Edmonton Journal

Bardem explores Roads Not Taken

Bardem perfectly cast in nuanced portrayal of man with dementia

- CHRIS KNIGHT cknight@postmedia.com twitter.com/chrisknigh­tfilm

THE ROADS

NOT TAKEN

★★★ out of 5

Cast: Javier Bardem,

Elle Fanning

Director: Sally Potter

Duration: 1 h 25 m

Available: Video on demand

Never let it be said that writer-director Sally Potter chooses the easy path. Her last film, 2017’s The Party, was shot in black and white and told a complicate­d story of seven longtime friends in just 70 minutes, opening and closing on the same shot. Her film Yes, from 2004, was written entirely in rhyming pentametri­c couplets, like a 90-minute Shakespear­ean sonnet.

In The Roads Not Taken, she casts Javier Bardem as Leo, a man with dementia who is making his way through one day in New York City in the company of his daughter Molly (Elle Fanning). And as her title suggests, Potter has taken inspiratio­n from Robert Frost’s famous 1916 poem The Road Not Taken. No pressure then.

To say that Leo’s thoughts are wandering would be an understate­ment. A chance word or a sudden noise can suddenly shift his perception. One moment he’s at home with his personal care assistant, or in a taxi with Molly. The next he’s rememberin­g time spent with Dolores (Salma Hayek) in his native Mexico. Or he’s back in Greece, where he once lived in solitude, writing.

In both these places he’s dealing with regret and uncertaint­y, which spill into his present life, though he’s no longer fully able to put his thoughts into words.

“Everything is open,” he says crypticall­y in his first line. Trying to unravel what he means is like deconstruc­ting a poem. There’s much room for interpreta­tion.

Bardem is perfectly cast in the role. I was vaguely reminded of his turn as a quadripleg­ic in 2004’s The Sea Inside, though in this case the paralysis is mental rather than physical. And there’s

more than an echo of Uxbal, the character he played in 2010’s Biutiful, whose nearness to death allowed him to glimpse goingson from the other side that no one else could perceive.

Here, his dementia gives him the ability to travel through the space and time of his own life, while those around him try to make sense of his actions. Molly has the most patience in this regard, angrily asking her mother, Rita: “Why does everyone continue to refer to Dad as ‘he?’ As if he’s not here?” Mom shoots back: “Well, is he?”

Rita, played by Laura Linney, does much with her small role, and also fills us in on some of Leo’s backstory. Seems Dolores was his first wife and the love of his life, though tragedy drove them apart. He later married Rita, but that ended in divorce and she’s remarried while he lives alone in a tiny apartment next to a commuter train track in the Bronx. “We’re still friends,” she reminds him icily. “I think that’s what people call it.”

The Roads Not Taken is a very personal film for Potter, who started work on the screenplay after her younger brother was diagnosed with early-onset dementia in 2010. I’ll readily admit that it resonated with me more than it might some. I lost my father to Alzheimer’s, and when Molly tells her dad: “However far away you go, whatever they say, you are always you,” I thought my heart would burst.

The film also speaks to one of the world’s great poems, a universe of soulful longing and gorgeous ambiguity in a mere

144 words. “I shall be telling this with a sigh,” writes the poet. But is it a sigh of contentmen­t, or one of sorrow? That makes all the difference.

 ?? BLEECKER STREET ?? Javier Bardem and Elle Fanning are an affecting father-daughter combinatio­n in The Roads Not Taken, the nuanced tale of a man’s life.
BLEECKER STREET Javier Bardem and Elle Fanning are an affecting father-daughter combinatio­n in The Roads Not Taken, the nuanced tale of a man’s life.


Each record below should be returned word for word, with no pictures included.

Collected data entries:
******************************
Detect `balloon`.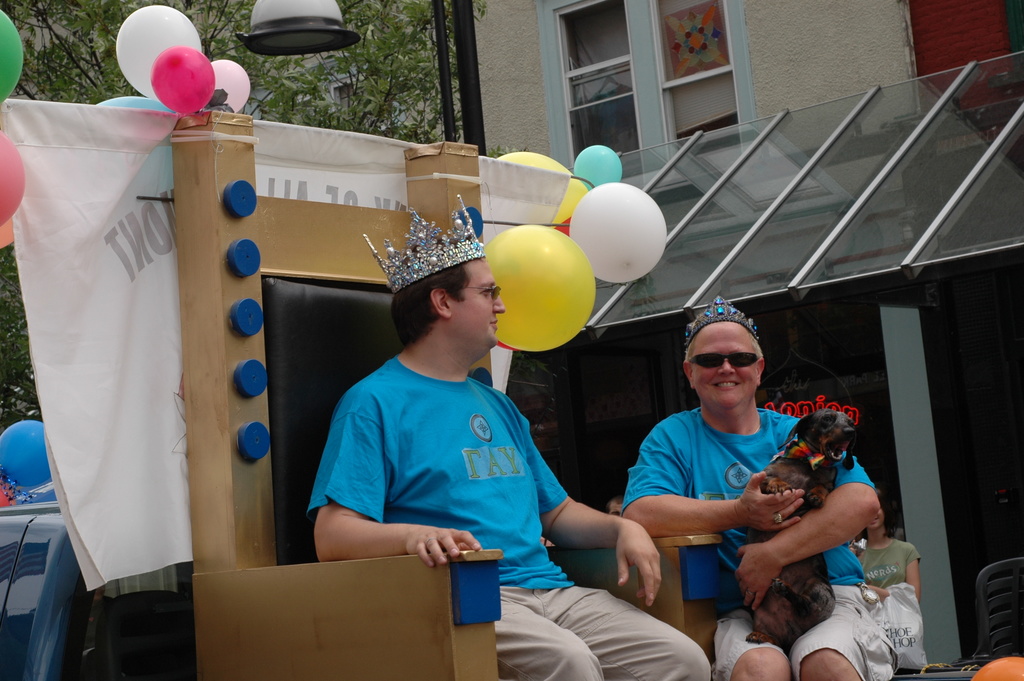
Detected at locate(497, 148, 589, 220).
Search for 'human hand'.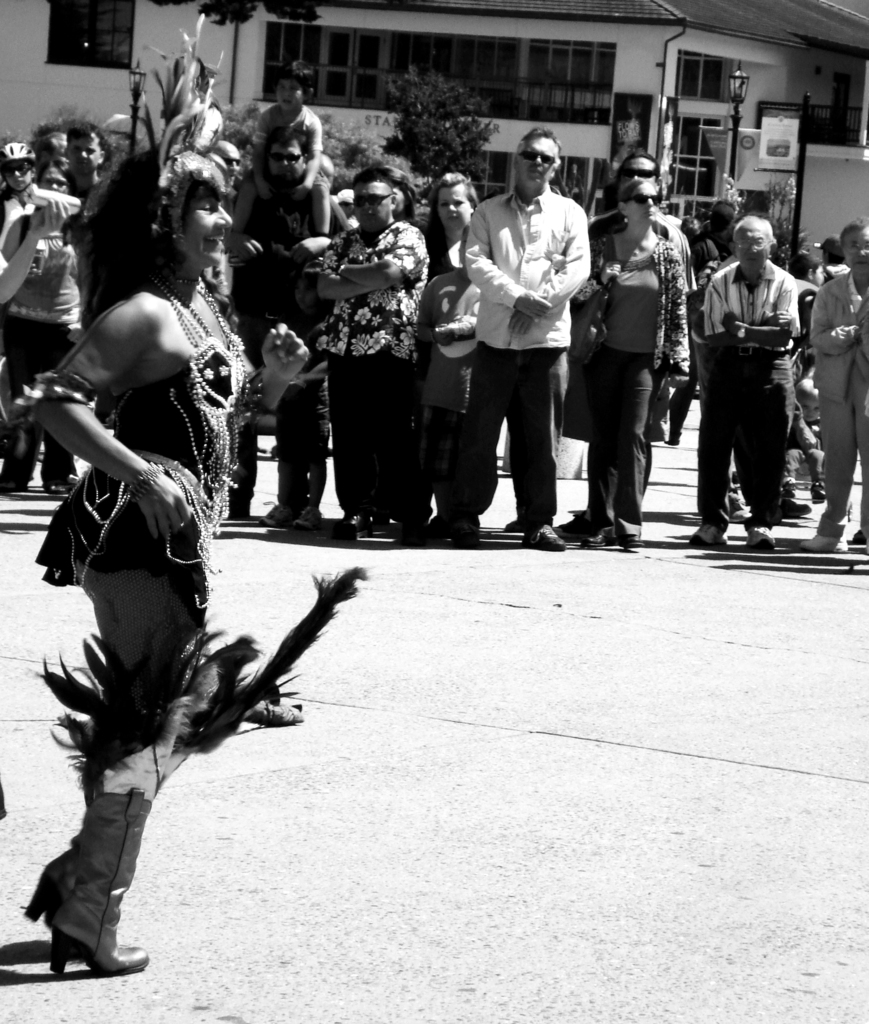
Found at locate(513, 289, 551, 322).
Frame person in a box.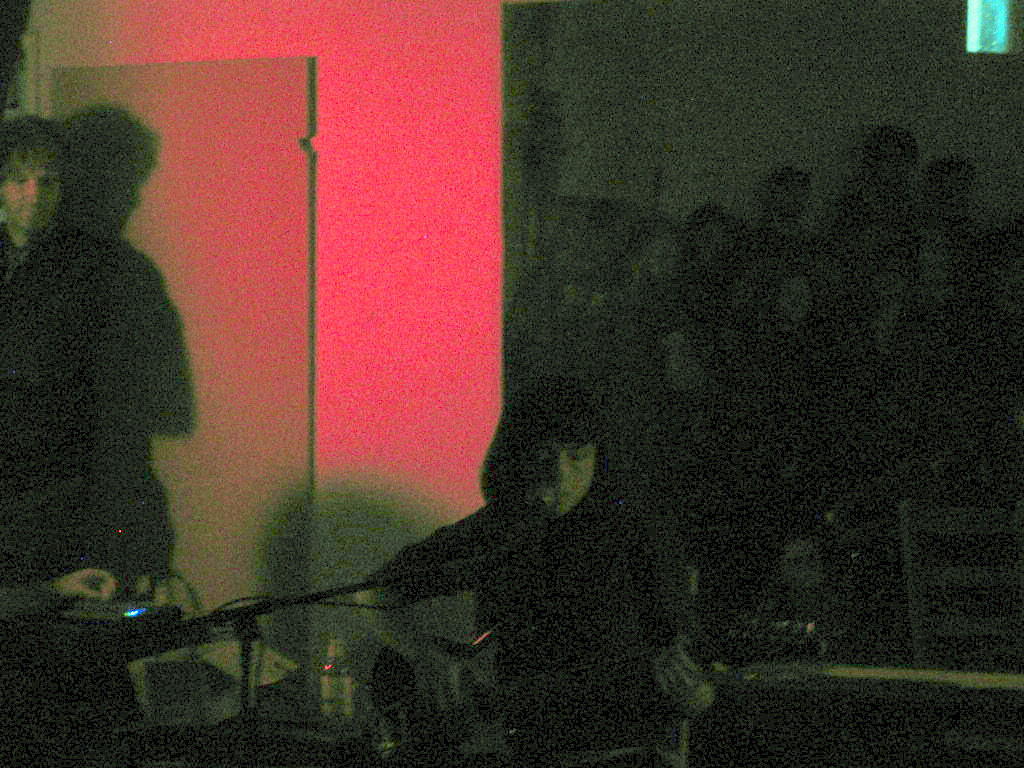
<bbox>0, 565, 120, 625</bbox>.
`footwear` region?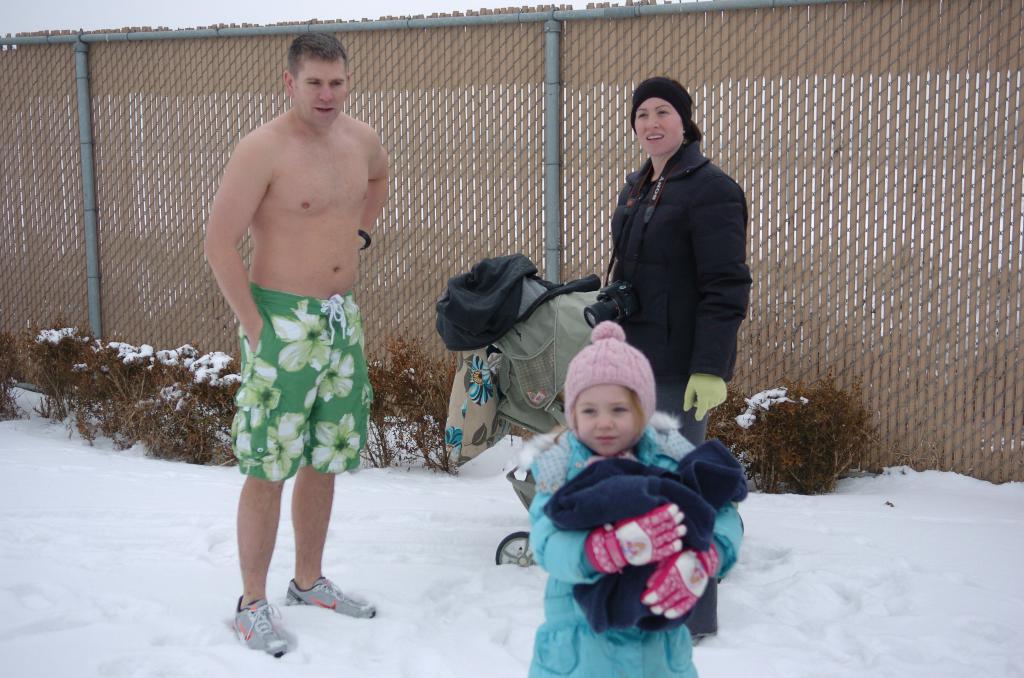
******************************
** Written response **
Detect `balloon`.
Detected at locate(497, 148, 589, 220).
Search for 'human hand'.
Found at locate(513, 289, 551, 322).
Frame person in a box.
<bbox>0, 565, 120, 625</bbox>.
`footwear` region?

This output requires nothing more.